Young people who aspire to leadership should

  1. Develop a routine of daily prayer and bible reading becoming dependant on the Lord
  2. Ask the Lord to deal with them over “questionable” things in their lives
  3. Become given to your local church leadership and do whatever is asked however trivial it seems
  4. Talk to older men in the Lord and form a close bond with at least one.
  5. Go through with God in your secular work learning His lessons and the balance between work, family and church
  6. Read around the things that interest you
  7. Take very opportunity to minister the word of God both inside and outside of the church.

An article by Paul Cross, guest speaker at PFG 2010.

If you were to ask me the best Christian book I have ever read I would say “Fresh Wind, Fresh Fire” by Jim Cymbala. In chapter 6 he imagines a basketball game in Madison Square Garden where in a short space of time your team is getting hammered. The coach calls a time out and as you huddle one player says “Isn’t this fun? We get to play in Madison Square Garden” while another admires the gold trim on the uniforms and another waves to his aunt in the stand. Jim challenges us to imagine what the coach would say if his team acted like this? I don’t think it would be very polite! He then likens the match to the state of the church today in its inability to observe the real state of the world rather than the fantasy situation where we can believe we are doing well. He concludes “It is high time to wake up and look at the scoreboard”

What is your church’s true scoreboard showing? How many lives have you seen saved and transformed this year? These are questions we should be asking ourselves rather than hide behind the weak platitudes of “well, we are sowing seeds” or “God is doing a deep work that we cannot see”. We would all be pretty hungry if farmers produced no fruit even after one year of cultivating the land yet we can be content to accept minimal growth and believe it is due to outside circumstances or even, if we are honest, God.

As I consider these questions in our small church plant in St Mary Cray, Orpington I have become convinced that answers do not lie in formulae or church-planting techniques or new strategies although if they are God-given they can be helpful but in something more fundamental. Do we see church as a goal or is Jesus our goal? Many of you attending Passion For God will be second generation christians i.e although you have made responses to God your experience of Him is perhaps not as clear as those of your parents who came out of the world or dead church situations. I believe this presents a real challenge, for to you church can seem like something to attend or do or organise or grow rather than a dynamic expression of your love for Jesus who has revolutionised your whole life.
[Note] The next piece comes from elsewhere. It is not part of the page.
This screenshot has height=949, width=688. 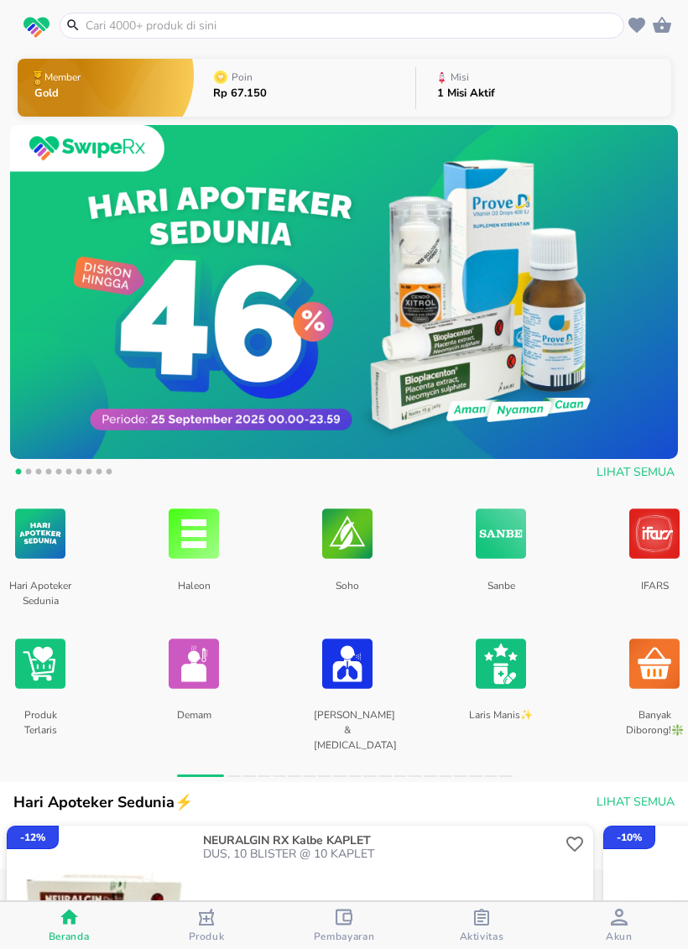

If PFG means anything it can only radically affect your church when you are radically affected by God’s grace and until that happens church will be “something” rather than a living organism that cannot be developed using the world’s methods. “Fresh Wind, Fresh Fire” is about how God uses simple, heartfelt praying to transform people yet even that can become another method if we are not careful. What I am talking about is when you and I get down before God and say “Here am I. Let me serve you with everything I’ve got” and are prepared to let our love for Him make job, family, church or hobby have a secondary place. The love of the Lord Jesus Christ must inflame our hearts otherwise the church will keep losing and we will deceive ourselves into thinking it is okay as we’re comfortable and going to heaven.

My hope and prayer is that PFG will make a difference – not just at the weekend or in the following month – but perpetually as the need for people on fire for God is desperate. We who have received so much should be in a position to make a real difference to our communities, families, friends and churches for the need is great. Not our need, but the need of those around us who do not know the Lord. Please come with an attitude of humble trust that the Lord in His great mercy will kindle an eternal flame in all our hearts. To quote John Wesley “Give me 30 men who love nothing but God and hate nothing but sin and I will change the world!”